Every connected Riemann surface can be turned into a complete 2-dimensional real Riemannian manifold with constant curvature -1, 0 or 1. This Riemann structure is unique up to scalings of the metric. The Riemann surfaces with curvature -1 are called hyperbolic; the open disk is the canonical example. The Riemann surfaces with curvature 0 are called parabolic; C is a typical parabolic Riemann surface. Finally, the surfaces with curvature +1 are known as elliptic; the Riemann sphere C ∪ {∞} is an example.

We noted in the preamble that all Riemann surfaces are orientable. The details are beyond the scope of this article, but the basic idea is that if a Riemann surface weren't orientable, then there would be a point x and charts f and g whose domains include x, such that h = f(g-1(z)) is locally a reflection. (Looking at h as a map from the plane to itself, its Jacobian would have a negative determinant.) No holomorphic map is allowed to behave this way, and by the compatibility requirement for charts in an atlas, h needs to be holomorphic.

Analytic continuation

Let

be a power series converging in Dr(z0) := {z in C : |z - z0| < r} for r > 0. (Note, without loss of generality, here and in the sequel, we will always assume that a maximal such r was chosen, even if it is ∞.) Also note that it would be equivalent to begin with an analytic function defined on some small open set. We say that the vector

g = (z0, α0, α1, α2, ...)

is a germ of f. The base g0 of g is z0, the stem of g is (α0, α1, α2, ...) and the top g1 of g is α0. The top of g is the value of f at z0, the bottom of g.

Any vector g = (z0, α0, α1, ...) is a germ if it represents a power series of an analytic function around z0 with some radius of convergence r > 0. Therefore, we can safely speak of the set of germs .

The topology of the set of germs

If g and h are germs, if |h0 - g0| < r where r is the radius of convergence of g and if the power series that g and h represent define identical functions on the intersection of the two domains, then we say that h is generated by (or compatible with) g, and we write gh. This compatibility condition is neither transitive, symmetric nor antisymmetric. If we extend the relation by transitivity, we obtain an equivalence relation on germs (not an ordering.) This extending by transitivity is sometimes called analytic continuation. The equivalence relation will be denoted .

We can define a topology on . Let r > 0, and let

Ur(g) := {h ∈ : gh , |g0 - h0| < r}

The sets Ur(g), for all r > 0 and g ∈ define a basis of open sets for the topology on .

A connected component of (i.e., an equivalence class) is called a sheaf. We also note that the map φg(h) = h0 from Ur(g) to where r is the radius of convergence of g, is a chart.
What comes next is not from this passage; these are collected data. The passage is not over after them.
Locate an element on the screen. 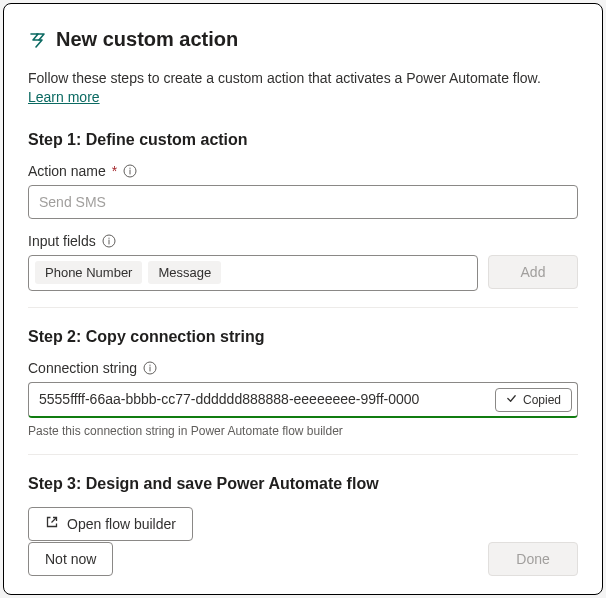 The image size is (606, 598). open-flow-builder-label: Open flow builder is located at coordinates (122, 524).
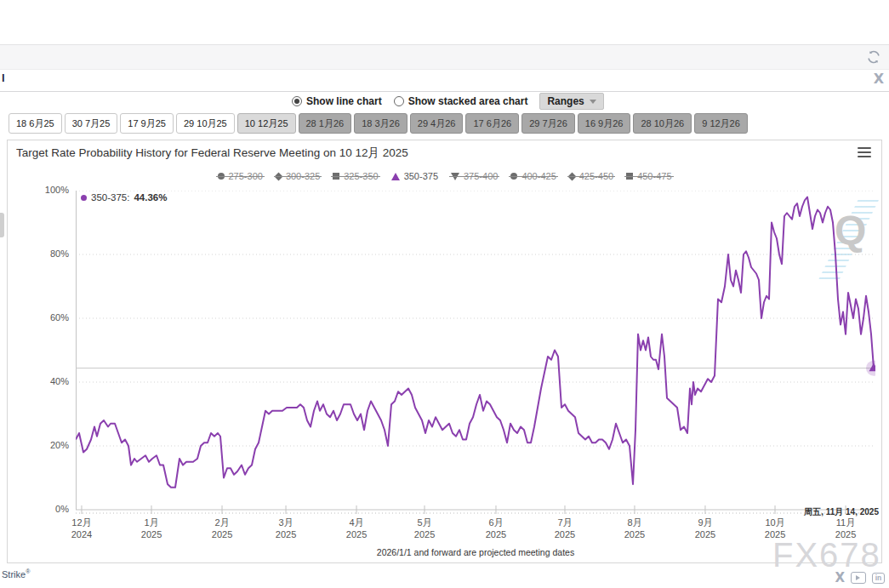 This screenshot has height=588, width=889. Describe the element at coordinates (437, 123) in the screenshot. I see `meeting-tab: 29 4月26` at that location.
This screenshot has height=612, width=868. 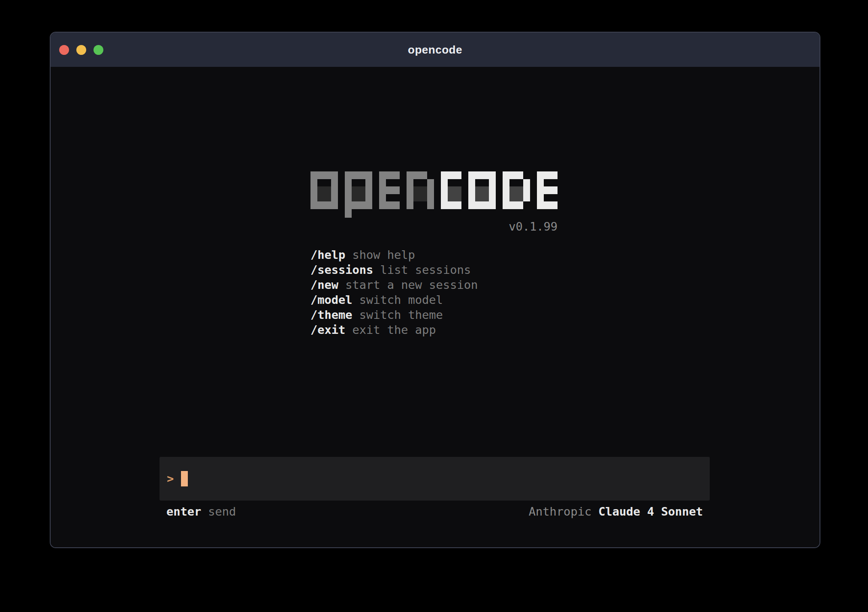 I want to click on traffic-lights, so click(x=81, y=50).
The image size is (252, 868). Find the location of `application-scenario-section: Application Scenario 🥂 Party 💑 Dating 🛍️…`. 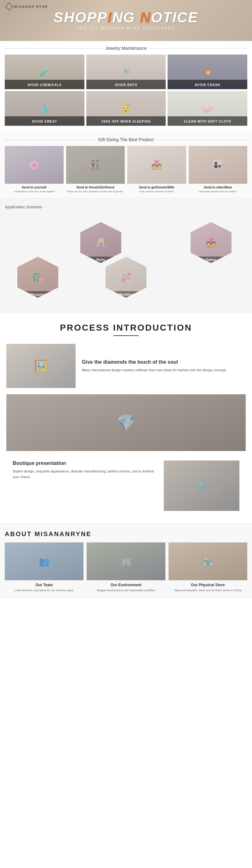

application-scenario-section: Application Scenario 🥂 Party 💑 Dating 🛍️… is located at coordinates (126, 255).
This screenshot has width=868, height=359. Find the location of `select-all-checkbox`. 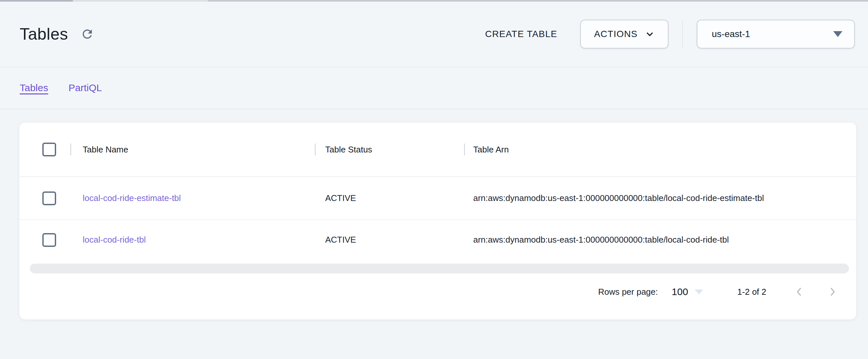

select-all-checkbox is located at coordinates (49, 150).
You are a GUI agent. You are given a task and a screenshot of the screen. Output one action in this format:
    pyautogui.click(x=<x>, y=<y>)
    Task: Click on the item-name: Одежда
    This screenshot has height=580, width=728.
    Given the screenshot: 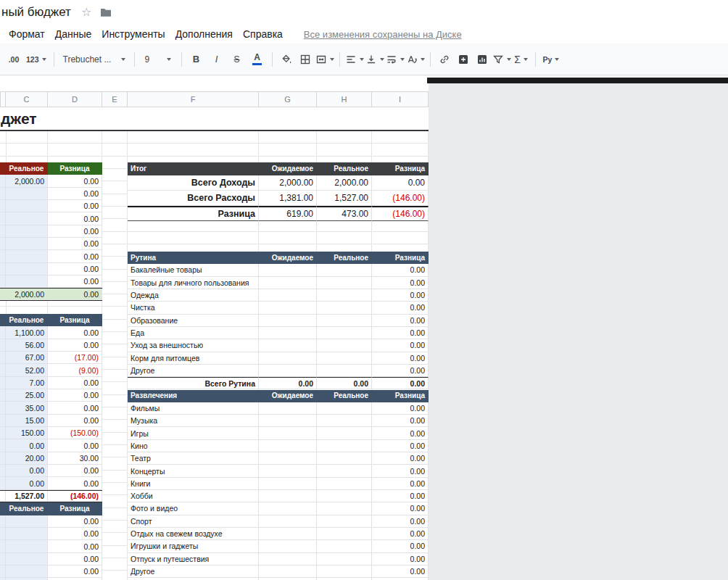 What is the action you would take?
    pyautogui.click(x=193, y=296)
    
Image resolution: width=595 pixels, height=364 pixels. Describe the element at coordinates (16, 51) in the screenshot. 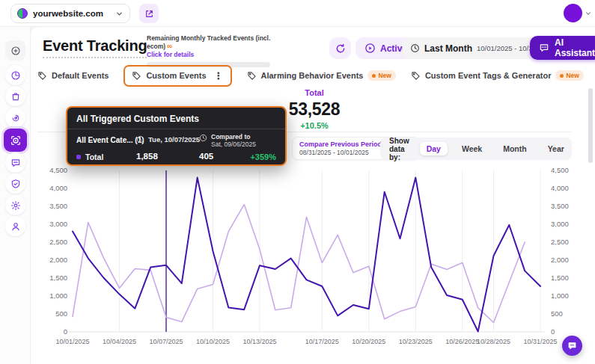

I see `plus-circle-icon` at that location.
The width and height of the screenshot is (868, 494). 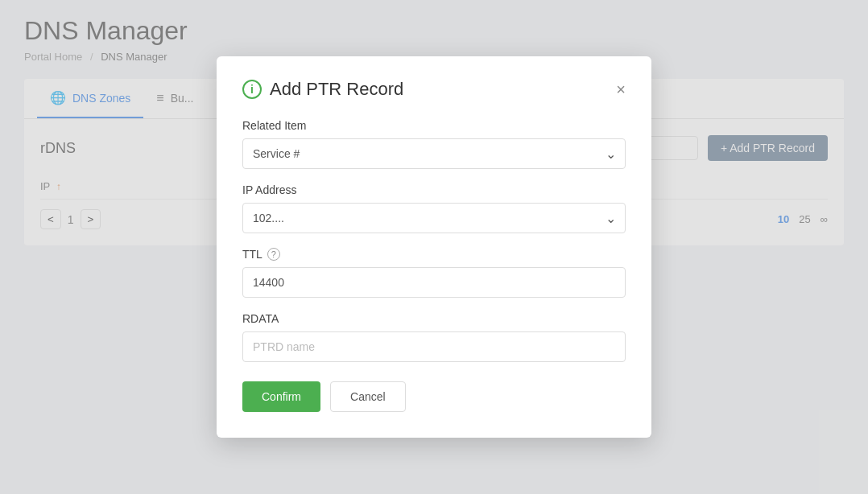 What do you see at coordinates (434, 254) in the screenshot?
I see `ttl-label: TTL ?` at bounding box center [434, 254].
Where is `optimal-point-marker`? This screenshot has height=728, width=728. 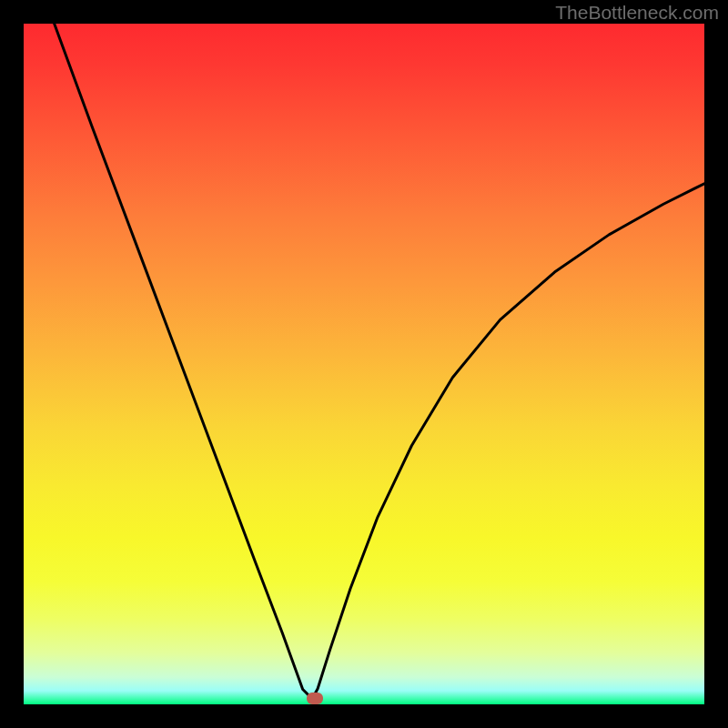 optimal-point-marker is located at coordinates (315, 699).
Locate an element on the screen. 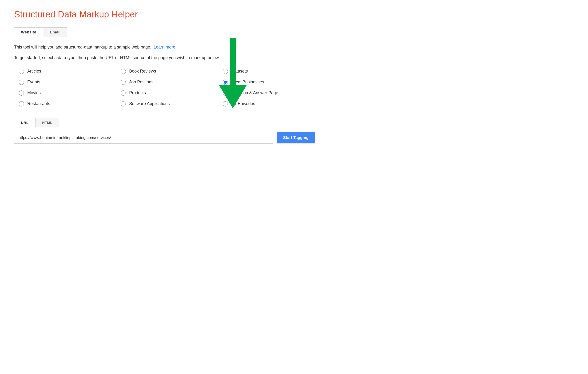  tab-email: Email is located at coordinates (55, 32).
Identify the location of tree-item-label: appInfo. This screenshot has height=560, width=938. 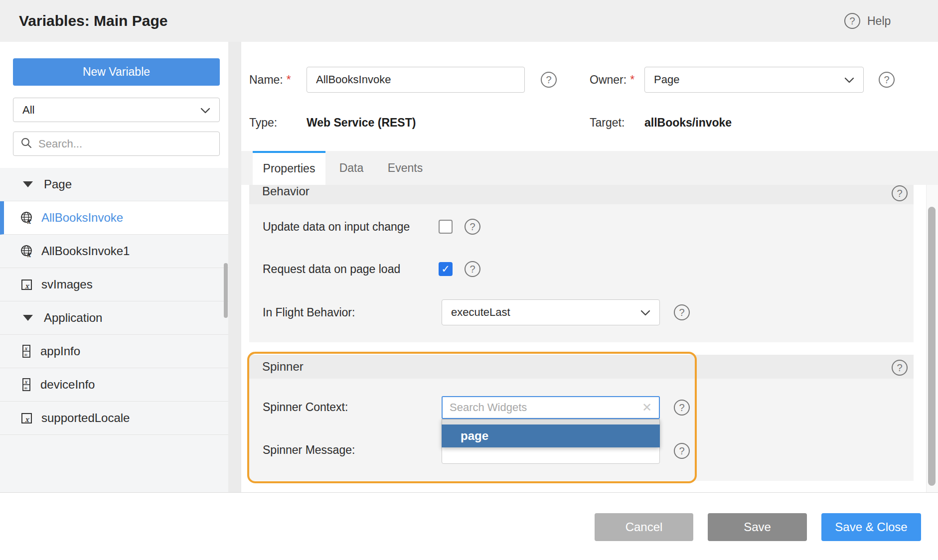
(60, 351).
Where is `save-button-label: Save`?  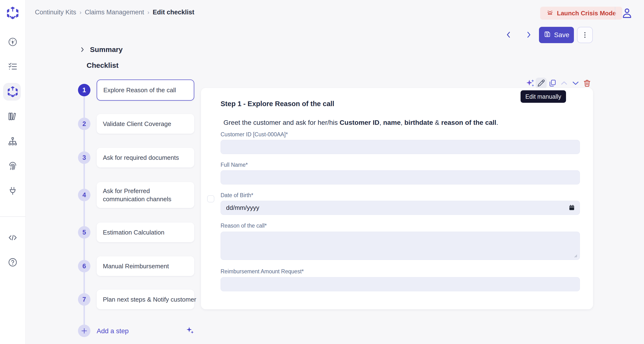 save-button-label: Save is located at coordinates (562, 35).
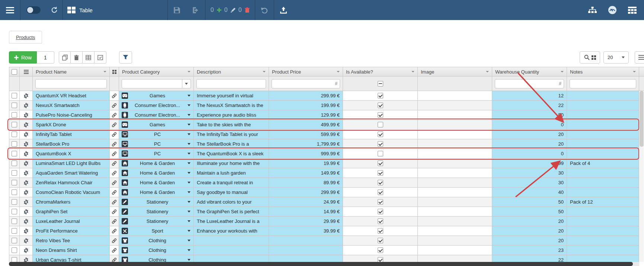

The set of such charts forms an atlas for , hence is a Riemann surface. is sometimes called the universal analytic function.

Examples of analytic continuation

is a power series corresponding to the natural logarithm near z = 1. This power series can be turned into a germ

g = (1, 0, 1, -1, 1, -1, 1, -1, ...)

This germ has a radius of convergence of 1, and so there is a sheaf S corresponding to this germ. This is the sheaf of the logarithm function.

The uniqueness theorem for analytic functions also extends to sheaves of analytic function. If the sheaf of an analytic function contains the zero germ (i.e., the sheaf is uniformly zero in some neighborhood) then the entire sheaf is zero. Armed with this result, we can see that if we take any germ g of the sheaf S of the logarithm function, as described above, and turn it into a power series f(z) then this function will have the property that exp(f(z))=z. If we had decided to use a version of the inverse function theorem for analytic functions, we could construct a wide variety of inverses for the exponential map, but we would discover that they are all represented by some germ in S. In that sense, S is the "one true inverse" of the exponential map.

In older literature, sheaves of analytic functions were called multi-valued functions. See sheaf for the general concept.

History

Riemann surfaces were first studied by Bernhard Riemann and were named after him.